Huascarán National Park () is a Peruvian national park that protects most of the mountain range known as Cordillera Blanca (the world's highest tropical mountain range) which is part of the central Andes, in the region of Ancash. Huascaráan is also a well-known mountaineering spot, and harbors a unique biodiversity with plant species such as the Queen of the Andes, trees of the genera Polylepis and Buddleja, and animals such as spectacled bears, condors, vicunas, and tarucas.

Other geographical features inside the park include: U-shaped valleys, 660 tropical glaciers (the largest glaciated area in the tropics), 300 glacial lakes and high plateaus intersected by ravines with torrential creeks. Daily temperatures in the rainy season can go from a maximum of to a minimum of ; while in the dry season the maximum can be and the minimum . The valleys and mountain slopes are covered with scattered high Andean forests and puna grassland.

thumb|Mountaineering at Mount [[Copa (mountain)|Copa, inside Huascarán National Park.]]

Activities

Visitors to the park can enjoy activities such as hiking, wildlife watching, mountain biking, skiing, mountaineering, trekking and cultural tourism. hydropower projects; legal and illegal mining operations with low environmental standards; and loss of biodiversity to agricultural land and pastures (the latter mainly due to a conflict between the park's purposes and the ancestral rights to the land by the locals).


The answer must be every line below that holds the word "detections".

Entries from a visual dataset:
-- Opening Marker --

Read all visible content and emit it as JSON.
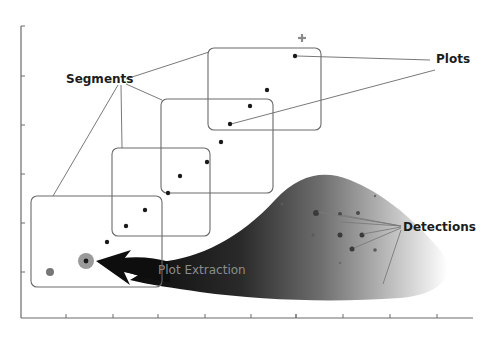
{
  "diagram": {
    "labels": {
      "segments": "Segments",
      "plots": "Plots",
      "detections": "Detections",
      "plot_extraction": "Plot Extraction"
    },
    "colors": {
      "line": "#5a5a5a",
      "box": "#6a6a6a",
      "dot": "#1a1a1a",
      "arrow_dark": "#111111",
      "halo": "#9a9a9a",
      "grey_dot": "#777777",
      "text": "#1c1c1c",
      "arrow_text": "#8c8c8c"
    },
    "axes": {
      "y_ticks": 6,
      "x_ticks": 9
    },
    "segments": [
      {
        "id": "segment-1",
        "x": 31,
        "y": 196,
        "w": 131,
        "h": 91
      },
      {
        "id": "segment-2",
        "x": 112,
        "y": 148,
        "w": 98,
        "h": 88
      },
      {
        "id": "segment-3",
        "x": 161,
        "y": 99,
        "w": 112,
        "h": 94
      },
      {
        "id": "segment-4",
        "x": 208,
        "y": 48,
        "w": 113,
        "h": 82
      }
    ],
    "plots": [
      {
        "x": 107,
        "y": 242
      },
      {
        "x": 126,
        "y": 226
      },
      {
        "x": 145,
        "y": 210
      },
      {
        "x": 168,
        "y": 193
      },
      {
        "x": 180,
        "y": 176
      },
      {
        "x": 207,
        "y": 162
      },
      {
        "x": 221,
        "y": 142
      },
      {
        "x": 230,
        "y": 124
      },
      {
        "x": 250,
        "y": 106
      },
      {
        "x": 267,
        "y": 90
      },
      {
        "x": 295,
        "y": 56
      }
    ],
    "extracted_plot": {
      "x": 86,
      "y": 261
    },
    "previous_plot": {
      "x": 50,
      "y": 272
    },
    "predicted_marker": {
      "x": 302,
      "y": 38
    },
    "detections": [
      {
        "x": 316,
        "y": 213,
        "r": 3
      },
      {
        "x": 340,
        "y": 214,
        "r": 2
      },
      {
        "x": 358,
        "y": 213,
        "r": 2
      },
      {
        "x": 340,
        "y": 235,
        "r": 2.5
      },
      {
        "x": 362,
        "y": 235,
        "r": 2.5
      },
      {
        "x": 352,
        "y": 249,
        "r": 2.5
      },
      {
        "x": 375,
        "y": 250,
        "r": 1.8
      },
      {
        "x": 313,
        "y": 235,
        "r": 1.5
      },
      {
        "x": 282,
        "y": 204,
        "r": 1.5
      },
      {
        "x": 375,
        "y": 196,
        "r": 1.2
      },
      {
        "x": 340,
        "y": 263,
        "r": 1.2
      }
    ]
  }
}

-- Closing Marker --

Answer
      "detections": "Detections",
    "detections": [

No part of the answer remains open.